The best thing you can do is set boundaries around your time and energy that are firm and clear.
Start creating space in your life to move away from the negative experiences by being selfish enough to take what you need for yourself.

4.Resilient people reframe (and move forward).

You felt everything. You compartmentalized. You set boundaries.
Phew…you’re now far enough out to have some perspective.
Perspective comes after time – not while you’re in it.
Beware reactivity but allow for mistakes. Again, you’re a human feeling being.
You’re not supposed to respond to everything and everyone perfectly and if you’re surrounded by people who accept you on the condition that you do you need to extinguish those connections.
Looking back, the path I was on I thought was going to be big.
Turns out, I found even bigger fish to swim with.

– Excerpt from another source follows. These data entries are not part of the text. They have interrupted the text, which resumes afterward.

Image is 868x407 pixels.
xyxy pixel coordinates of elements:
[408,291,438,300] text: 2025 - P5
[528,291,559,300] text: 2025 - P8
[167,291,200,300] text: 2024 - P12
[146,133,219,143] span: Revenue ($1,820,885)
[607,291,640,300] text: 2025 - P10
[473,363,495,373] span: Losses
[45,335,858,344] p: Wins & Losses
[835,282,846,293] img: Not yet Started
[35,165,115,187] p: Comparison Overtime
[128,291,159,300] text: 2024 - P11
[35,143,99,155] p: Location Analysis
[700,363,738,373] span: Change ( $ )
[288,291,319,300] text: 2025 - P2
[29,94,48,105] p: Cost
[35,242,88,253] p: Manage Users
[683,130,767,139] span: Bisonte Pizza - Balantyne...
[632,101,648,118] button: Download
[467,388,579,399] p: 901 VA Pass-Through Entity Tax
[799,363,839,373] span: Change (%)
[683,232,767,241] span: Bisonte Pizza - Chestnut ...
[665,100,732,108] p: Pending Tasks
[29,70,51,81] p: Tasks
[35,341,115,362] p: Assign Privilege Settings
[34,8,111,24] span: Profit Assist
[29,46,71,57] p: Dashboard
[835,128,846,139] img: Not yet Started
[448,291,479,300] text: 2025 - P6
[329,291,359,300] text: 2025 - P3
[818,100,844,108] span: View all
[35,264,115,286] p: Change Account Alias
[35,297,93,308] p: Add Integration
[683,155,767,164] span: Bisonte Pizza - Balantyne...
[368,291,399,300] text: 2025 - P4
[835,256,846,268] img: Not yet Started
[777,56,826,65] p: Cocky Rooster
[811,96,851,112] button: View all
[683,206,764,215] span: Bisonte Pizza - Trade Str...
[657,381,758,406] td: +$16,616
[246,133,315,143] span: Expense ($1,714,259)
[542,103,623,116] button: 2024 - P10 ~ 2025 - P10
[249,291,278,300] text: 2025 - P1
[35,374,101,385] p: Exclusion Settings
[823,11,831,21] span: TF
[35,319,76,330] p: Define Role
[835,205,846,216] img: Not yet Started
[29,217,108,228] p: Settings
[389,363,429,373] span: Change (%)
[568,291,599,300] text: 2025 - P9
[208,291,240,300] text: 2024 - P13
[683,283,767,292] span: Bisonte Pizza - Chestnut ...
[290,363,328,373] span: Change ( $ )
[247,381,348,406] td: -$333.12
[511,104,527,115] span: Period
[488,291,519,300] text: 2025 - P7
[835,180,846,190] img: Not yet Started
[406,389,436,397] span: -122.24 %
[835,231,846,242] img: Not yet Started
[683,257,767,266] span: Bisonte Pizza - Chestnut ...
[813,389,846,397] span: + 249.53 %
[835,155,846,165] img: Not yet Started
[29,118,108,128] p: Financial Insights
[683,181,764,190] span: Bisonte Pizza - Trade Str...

Once time had passed and I had started to move forward (which by the way I wasted ZERO time in doing because movement is a remedy all in itself), I had much more clarity.

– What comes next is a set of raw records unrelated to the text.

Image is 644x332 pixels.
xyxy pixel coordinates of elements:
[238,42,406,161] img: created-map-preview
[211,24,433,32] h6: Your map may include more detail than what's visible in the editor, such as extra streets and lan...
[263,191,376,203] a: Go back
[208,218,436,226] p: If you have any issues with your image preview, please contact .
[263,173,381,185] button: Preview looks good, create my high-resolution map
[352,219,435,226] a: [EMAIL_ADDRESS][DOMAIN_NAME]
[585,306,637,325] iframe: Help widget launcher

The reframe was that, yes all this happened for a reason including to protect me from worse disaster or future instability or longer endurance with people that weren’t even close to being on the same wavelength as me.

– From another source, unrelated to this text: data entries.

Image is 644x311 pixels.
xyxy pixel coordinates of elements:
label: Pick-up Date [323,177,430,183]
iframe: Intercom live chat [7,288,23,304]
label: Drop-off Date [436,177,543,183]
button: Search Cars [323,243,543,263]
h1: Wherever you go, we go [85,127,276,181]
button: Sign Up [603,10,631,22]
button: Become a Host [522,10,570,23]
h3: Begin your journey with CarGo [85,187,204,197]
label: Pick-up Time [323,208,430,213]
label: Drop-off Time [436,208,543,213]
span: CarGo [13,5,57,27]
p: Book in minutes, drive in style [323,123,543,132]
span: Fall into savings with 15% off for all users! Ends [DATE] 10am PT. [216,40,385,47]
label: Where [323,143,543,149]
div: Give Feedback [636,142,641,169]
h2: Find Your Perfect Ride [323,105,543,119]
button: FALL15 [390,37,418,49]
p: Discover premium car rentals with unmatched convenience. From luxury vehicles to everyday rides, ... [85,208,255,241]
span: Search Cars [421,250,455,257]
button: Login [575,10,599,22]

Do I give the events or the people credit for “pushing me to mobilize in new directions”.
Gag. Really? And also…never.
I choose my life – every action – and every reaction.
No one did me any favors in this time of my life – rather – they took the value of what I gave them all and used it for their favor.
They didn’t benefit me….I benefitted them.
When you’ve done you’re own work, you know the value you bring to every area of your life.
These events don’t cripple you or leave you bitter and wounded.
They strengthen you.
You are not some meek little creature that needs big people to show you how to live or redirect you in your life.
You choose.
You know who you are and are unwavering in that so you don’t second guess your motives, intentions, behaviors, and value.
You check yourself like everyone else, but you don’t take false blame or indulge in toxic victim mentality.
You know when you’ve done wrong and when you haven’t and you only own one of them.
Beyond that, you have the confidence to stand in that and know that anyone worth a second of your time doesn’t question any of your character or integrity either.
It makes life simple.
And it makes you impermeable to these game changers.
Reframe and then look immediately forward.
In your reframing look around at the people still there and the opportunities still present.
Take what you can learn from the events in your life good and bad but don’t get stuck in reflection.
Lots of people are just in this life purely for themselves and so as soon as they don’t need you or you can’t help them in a way that will give them direct benefit or use, you’re out. Business operates even more cutthroat this way.
It’s all rationalized in a hundred ways to suit everyone else but you and rationalization doesn’t make it truth or right.
The bottom line is… you can’t control everything and you certainly can’t control anyone.
People are unpredictable. 
Maintain control by choosing your own response and always moving forward.
Choose healthy ways to process emotion and rational ways to respond in ways that are aligned with your values.
Leaving disappointments behind with grace and some class and dignity.
Choose your values. Live them – especially when people are unfair to you. Especially when things blow apart.
Being reactive is easy.
Running away from people when you’re overwhelmed is childish.
Leaving a wake of bewilderment in your wake as you bulldoze others to get what you want in life is a bully move.
Being a healthy, resilient grown up, means you are unwavering in your life. You aren’t looking for a rock – you are the rock.
Don’t become hard and bitter or like the people that have hurt you as a defense mechanism. Don’t shut down or out because it’s too hard. Dig in and do the work on yourself so that you can take a hit and keep going without having it change WHO YOU ARE. It’s the only way you can stand tall in the midst of the garbage that can fly around you. Become better and kinder at the same time. Resilient people manage and process their emotions. Resilient people choose their behaviour as aligned with their values and aren’t reactive. Resilient people keep moving, undeterred.